Mills don’t generate revenues; they spend money. Mills buy materials, parts, labour, energy, and services. Mills are immensely important. If they don’t make detect-free quality products, on time, at low costs, the owner of the mill will not stay competitive. But mills do not make money; they make things that are sold. If the products are sold at a price above cost, the company makes money.
It is the sale that makes money! Some mill managers, and some management, mistakenly think that mills make their company money. Mills are often critical to the ultimate making of money, but the money is only made when someone sells the product at a profit, and when the selling company collects the money.

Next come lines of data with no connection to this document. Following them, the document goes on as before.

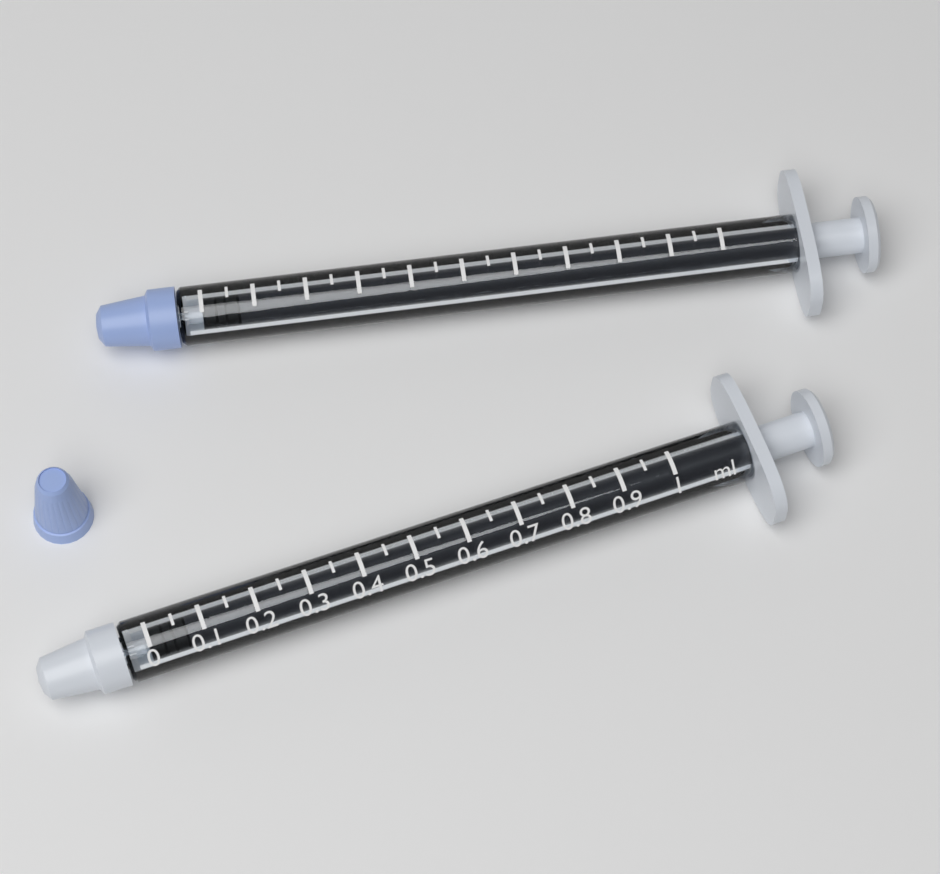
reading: 0.00 ml
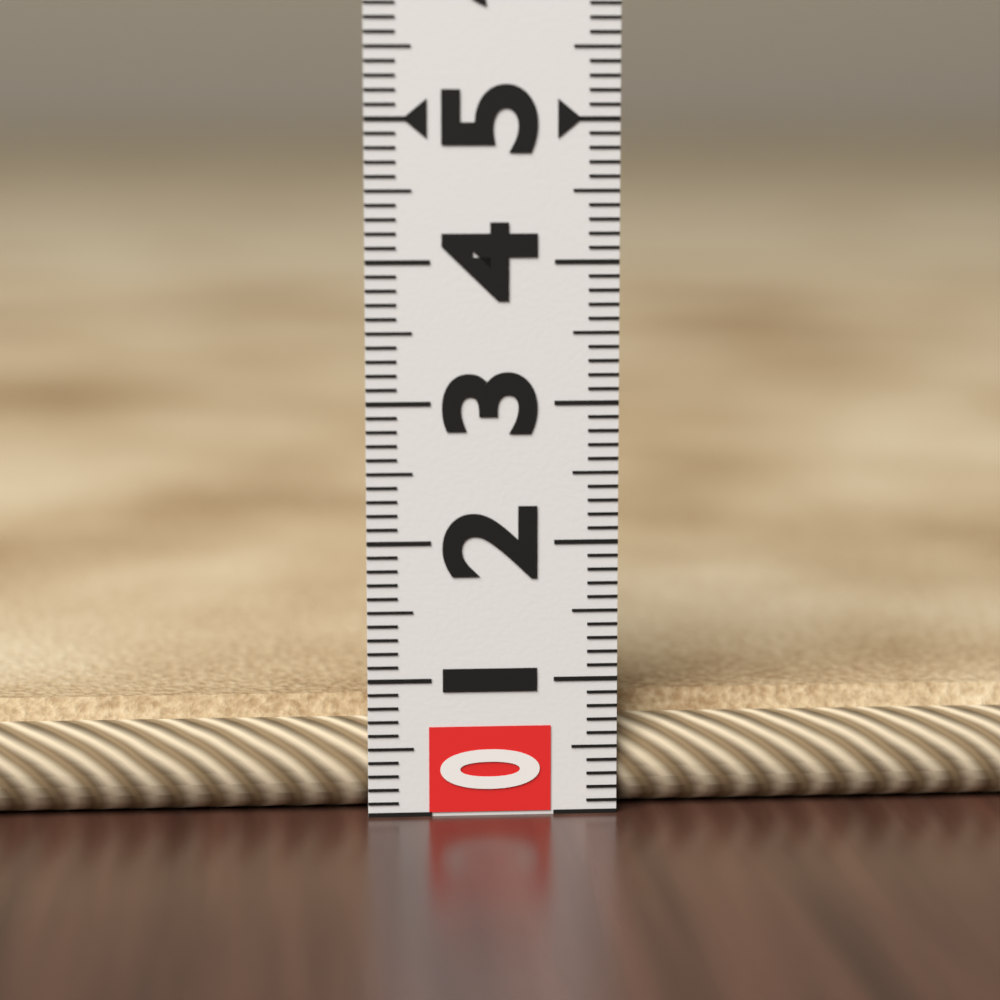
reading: 0.8 (no unit)
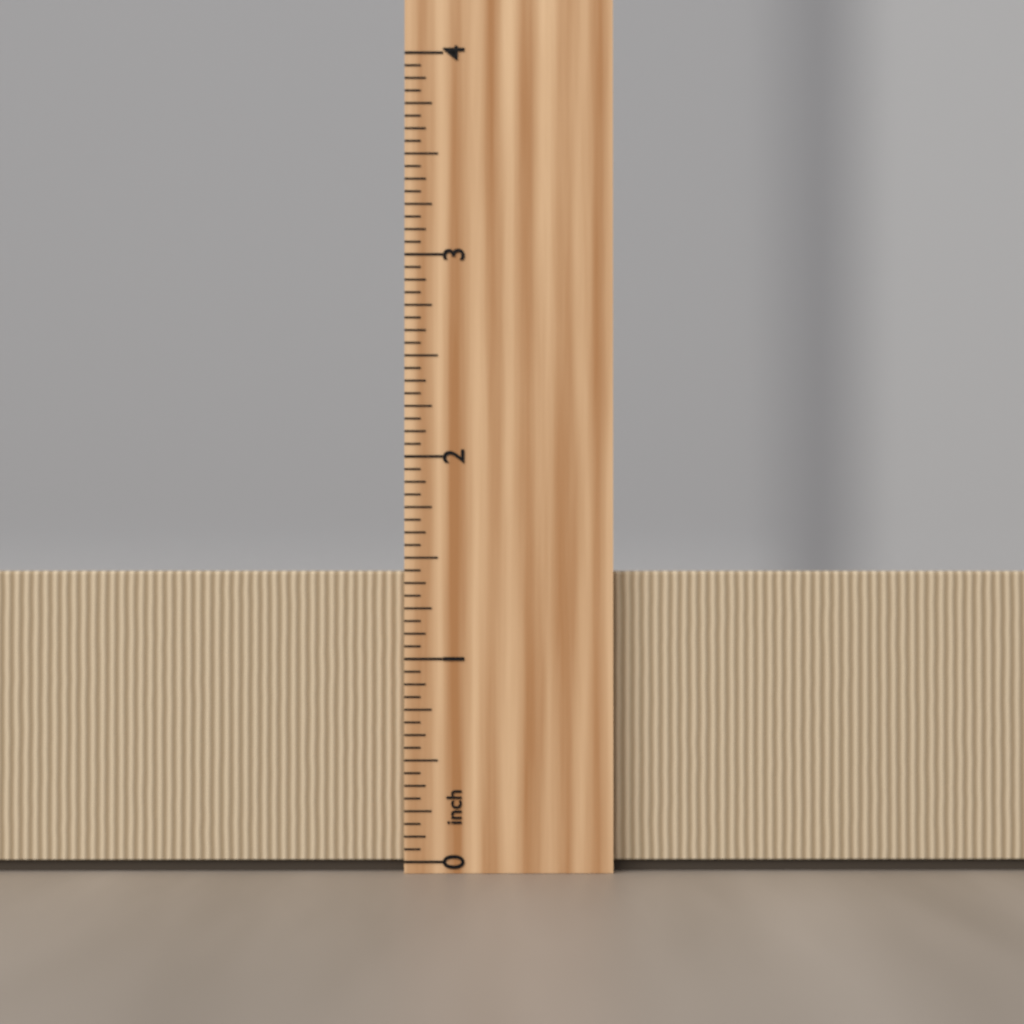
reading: 1.4375 inch
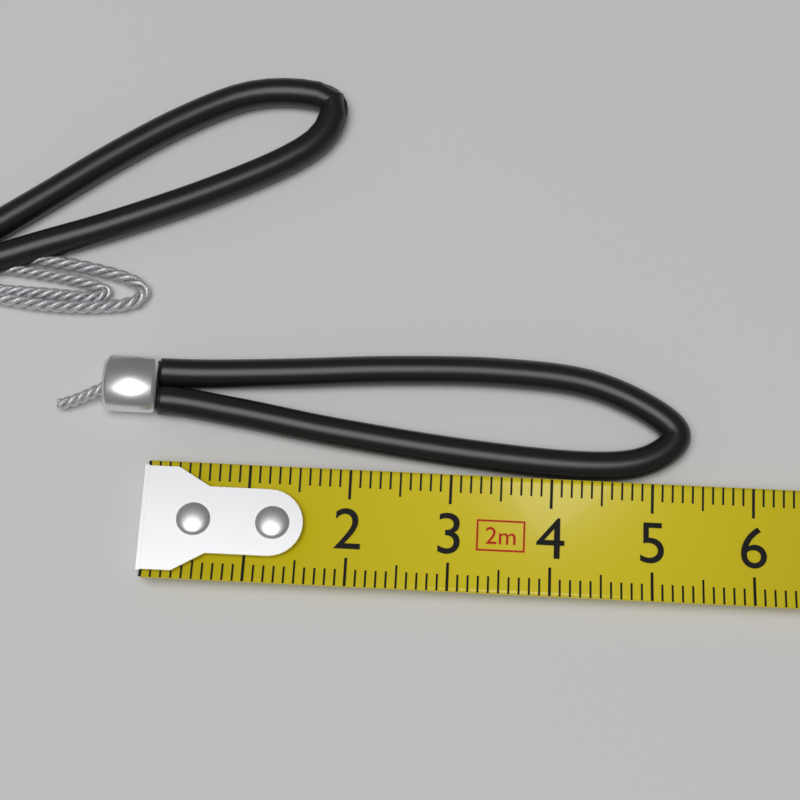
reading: 5.4 cm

Nike owns a market; it doesn’t own any factories. Nike’s products are made for Nike according to strict specifications. Nike buys its shoes from the shoemaker and resells the shoes to its markets. (Nike’s shoemakers also own a market––Nike!) Dell computer owns a market, and it sells lots of computers, but it does not make computers. Taco Bells owns a market to which it sells millions of tacos and burritos, yet Taco Bell does not make tacos.
Markets are fluid. They change in a million ways every day. Mills are hard to move. Mills can be mausoleums or monuments, as are those that line Ikeja, Lagos or Agbara, Ogun State, Nigeria. Mills are not fluid; they are not easily changeable. Markets want a fast response. Mills move slowly.

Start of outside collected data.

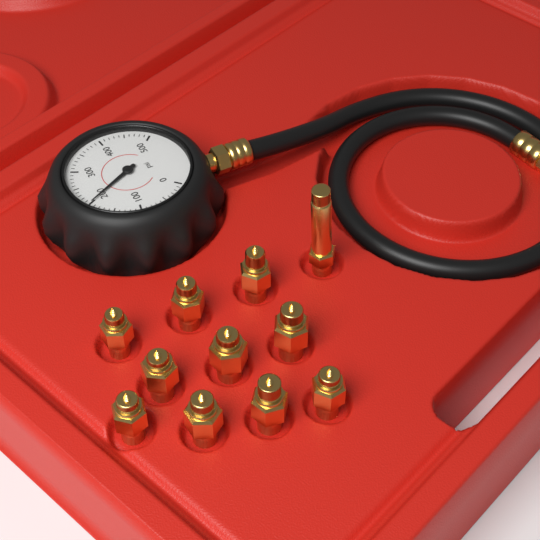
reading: 200 psi
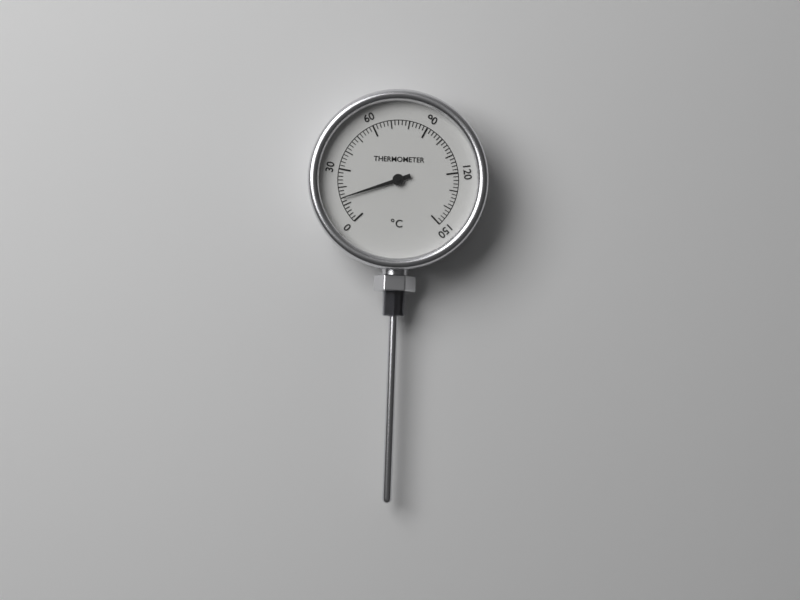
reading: 14 °C
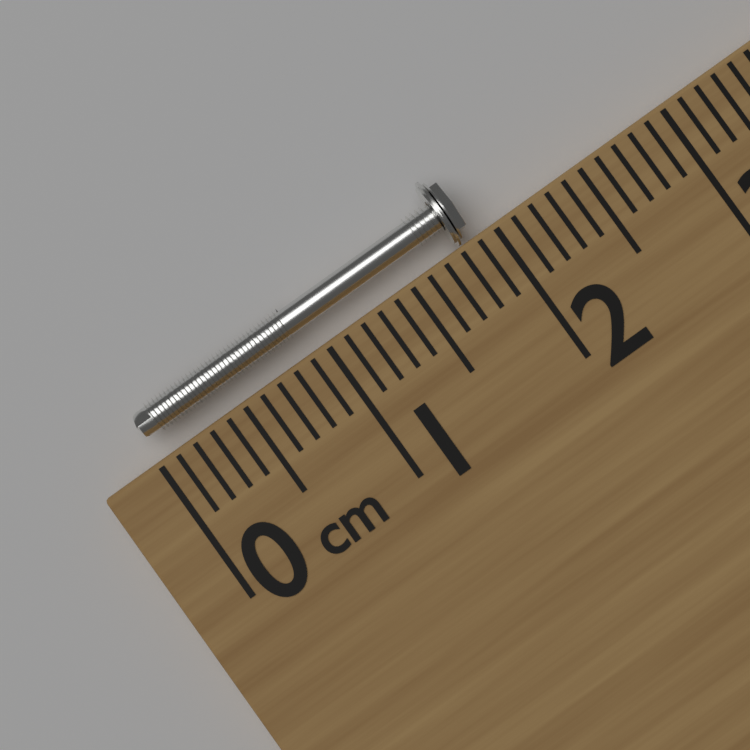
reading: 1.9 cm
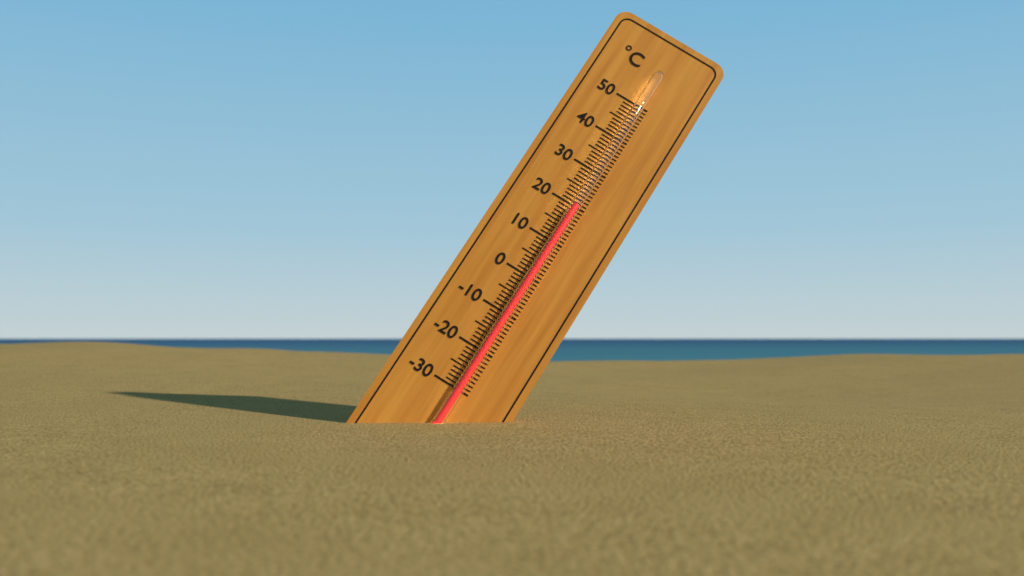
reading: 20 °C
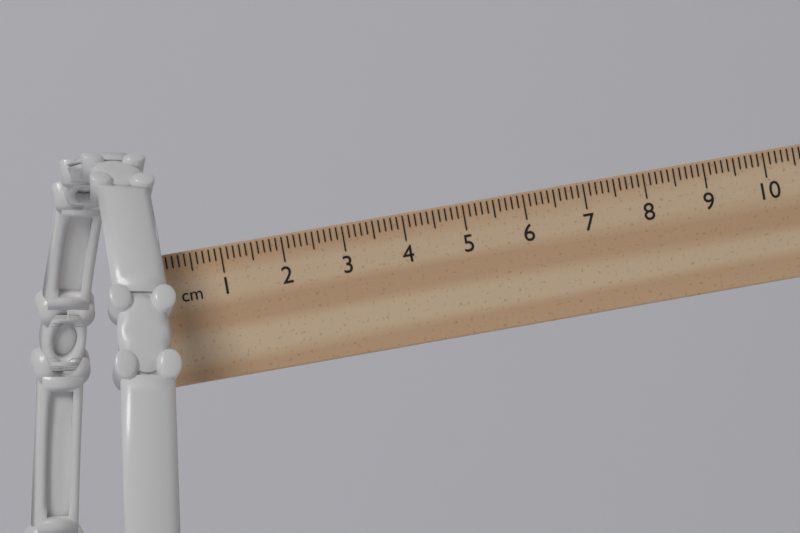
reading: 0.3 cm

The road to profits, to marketing success, starts with the customer, the market. The most important factor success in business is having a customer. Markets make mills. Mills don’t make markets. Mills make what markets want. When a mill makes a product without having a market or makes what a market does not want, the results are (1) no mill revenue; (2) unsalable costly inventory; and (3) mill-a-bye-bye!
Mills and mill workers are the backbone of making things. But they do not inherently make money. If you own a mill, you should, as much as possible, treat it as a competitive outside supplier competing for your business on the basis of quality, cost, delivery, and service.
Markets––the consumers––are still buying cotton, and longtime cotton sellers are still selling cotton, but cotton mills are in mothballs.
Marketing superstars focus, focus, and focus on what their market wants. If delivering what the market wants depends on a mill, make sure it’s a marketing mill, not an old-fashioned manufacturing mill.
Markets, not mills, mean money in the cash register.